NVIDIA GF100 & Friends speculation

Fermi being 6 months slower than a retaped-out Cypress and the midrange/mainstream part being even more delayed than Junpier sounds like a very obvious indicator

So what? Where were you to cry "compromising execution" when NV30 came out later and slower than R300, when R600 came out later and slower than G80, and when Larrabee never even came out? Clearly you don't know anything about the history of GPU design cycles for NVIDIA, ATI, and others.

And you're arguing that RV8XX's major enhancements wrt RV770 doesn't at all meet the requirements for GPU compute? That's rather daft.

Are you purposely trying to be dense, or is that simply the norm for you? I never said anything about RV7xx/8xx not meeting "requirements" (whatever that means). All I said was that GF100 has very strong graphics and compute feature set.

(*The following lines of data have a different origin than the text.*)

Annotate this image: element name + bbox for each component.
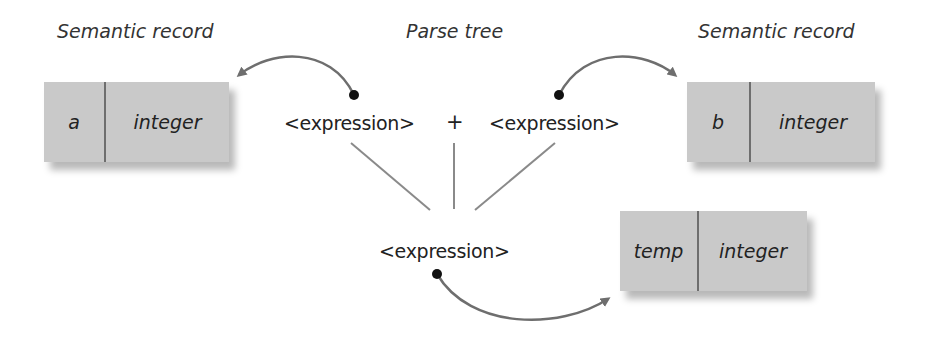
pointer-dot-right (554, 90, 564, 100)
arrow-to-record-temp (437, 274, 608, 320)
parse-node-left-expression: <expression> (284, 112, 415, 134)
record-name-cell: temp (620, 211, 699, 291)
parse-node-right-expression: <expression> (489, 112, 620, 134)
arrow-to-record-a (239, 57, 354, 95)
semantic-record-temp: temp integer (620, 211, 807, 291)
pointer-dot-root (432, 269, 442, 279)
record-type-cell: integer (106, 82, 229, 162)
record-name-cell: a (44, 82, 106, 162)
tree-edge-left (351, 143, 430, 210)
record-type-cell: integer (699, 211, 807, 291)
parse-tree-title: Parse tree (406, 20, 503, 42)
pointer-dot-left (349, 90, 359, 100)
semantic-record-b: b integer (687, 82, 875, 162)
semantic-record-title-right: Semantic record (698, 20, 855, 42)
semantic-record-title-left: Semantic record (57, 20, 214, 42)
record-type-cell: integer (751, 82, 875, 162)
semantic-record-a: a integer (44, 82, 229, 162)
record-name-cell: b (687, 82, 751, 162)
tree-edge-right (475, 143, 555, 210)
parse-node-plus-operator: + (446, 110, 463, 134)
arrow-to-record-b (559, 57, 675, 95)
parse-node-root-expression: <expression> (379, 240, 510, 262)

Save the ease of "scale to lower end" until you see any midrange cards. In fact Juniper was the first one being demonstrated in mid-2009 first with Wolfenstein then later with Heaven. That's pre-launch hard proof.

Again, re-read what I said. I said that GF100 architecture leads itself more to scaling down to lower end designs compared to GT200. Anyone who claims otherwise is simply showing ignorance.


That's really just fluff. Is nVidia really doing the best they can?

You sound like an armchair critic (or perhaps someone who has an axe to grind?). Clearly you don't seem to know the first thing about new product development, especially with respect to high end GPU's. If it were so easy to do with flawless execution, then everybody would be doing it, including Intel. ;)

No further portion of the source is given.